The realistic scenarios of nuclear war occur as an escalation of some large scale conventional conflict.

If you take out enemy airbases and nuclear capability, then you can use tactical nukes (or, more likely, you already started using them) to win that conventional war and achieve whatever goals you had in it. There's no reason to invade - just as with Japan in 1945, you can subjugate a country without invading it

That would seem to indicate that reducing civilian loss wouldn't be a likely result of targeting improvements. After all, we ended the war in Japan by intentionally inflicting civilian casualties to force surrender. Seems likely future leaders would make the same calculation. So, the strategy would likely involve destroying the opponent's ability to retaliate add then start massacring civilians until you get an unconventional surrender.
Carpet bombing failed to undermine morale both in Britain and Germany.
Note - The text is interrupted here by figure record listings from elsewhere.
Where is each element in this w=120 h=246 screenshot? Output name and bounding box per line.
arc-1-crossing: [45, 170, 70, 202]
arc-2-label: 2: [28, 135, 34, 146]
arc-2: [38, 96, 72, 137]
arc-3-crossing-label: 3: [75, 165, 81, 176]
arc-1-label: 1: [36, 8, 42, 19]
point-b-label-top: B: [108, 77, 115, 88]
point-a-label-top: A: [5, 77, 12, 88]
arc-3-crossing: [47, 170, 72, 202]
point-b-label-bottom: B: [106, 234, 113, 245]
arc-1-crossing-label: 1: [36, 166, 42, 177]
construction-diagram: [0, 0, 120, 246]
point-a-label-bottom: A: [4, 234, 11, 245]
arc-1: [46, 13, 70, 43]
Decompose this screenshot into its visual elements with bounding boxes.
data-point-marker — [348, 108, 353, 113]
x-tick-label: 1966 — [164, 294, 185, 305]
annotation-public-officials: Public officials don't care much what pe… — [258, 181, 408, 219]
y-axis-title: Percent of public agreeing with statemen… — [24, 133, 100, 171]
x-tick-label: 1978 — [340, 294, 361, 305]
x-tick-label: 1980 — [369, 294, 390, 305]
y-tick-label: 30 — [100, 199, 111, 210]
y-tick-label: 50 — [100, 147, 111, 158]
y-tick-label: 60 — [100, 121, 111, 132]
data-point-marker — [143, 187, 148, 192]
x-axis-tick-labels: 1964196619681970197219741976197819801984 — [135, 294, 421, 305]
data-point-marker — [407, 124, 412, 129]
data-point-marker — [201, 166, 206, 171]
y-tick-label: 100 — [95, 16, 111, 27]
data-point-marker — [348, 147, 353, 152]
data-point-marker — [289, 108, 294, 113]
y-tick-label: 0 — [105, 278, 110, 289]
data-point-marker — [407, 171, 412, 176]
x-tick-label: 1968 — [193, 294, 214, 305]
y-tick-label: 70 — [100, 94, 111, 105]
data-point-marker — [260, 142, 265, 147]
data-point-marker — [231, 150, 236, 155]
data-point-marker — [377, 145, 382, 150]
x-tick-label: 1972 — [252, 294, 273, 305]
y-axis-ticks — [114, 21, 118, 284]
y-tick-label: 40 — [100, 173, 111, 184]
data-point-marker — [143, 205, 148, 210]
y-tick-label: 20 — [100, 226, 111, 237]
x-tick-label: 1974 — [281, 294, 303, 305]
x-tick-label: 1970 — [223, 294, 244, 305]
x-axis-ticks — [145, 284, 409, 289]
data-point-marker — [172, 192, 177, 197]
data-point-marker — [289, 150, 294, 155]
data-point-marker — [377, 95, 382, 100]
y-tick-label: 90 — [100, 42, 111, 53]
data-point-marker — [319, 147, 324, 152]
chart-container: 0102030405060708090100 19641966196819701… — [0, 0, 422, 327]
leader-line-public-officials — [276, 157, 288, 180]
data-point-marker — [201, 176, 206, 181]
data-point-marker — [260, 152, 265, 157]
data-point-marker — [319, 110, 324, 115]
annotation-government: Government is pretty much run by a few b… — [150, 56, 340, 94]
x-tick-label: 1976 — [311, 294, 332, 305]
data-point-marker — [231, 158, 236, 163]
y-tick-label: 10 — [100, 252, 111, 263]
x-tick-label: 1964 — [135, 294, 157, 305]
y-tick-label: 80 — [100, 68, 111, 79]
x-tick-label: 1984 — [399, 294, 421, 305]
Here's an anecdote: the village priest when I was little lived through WW II and was a pacifist, a serious one, but he had a vicious hatred for Bomber-Harris, as he was called.
For the lazy like me, here's wikipedia's article on sir Arthur "bomber" Harris:

https://en.wikipedia.org/wiki/Sir_Arthur_Harris,_1st_Baronet

The hostility can be dealt with, if you are sufficiently bestial. Reinhard Heydrich did suppress the resistance in Czechoslovakia, and the reprisals after his assassination convinced Allied leadership never to mount another assassination attempt of Nazi top brass.
Thank you for mentioning this. It is an astonishing story that I did not know.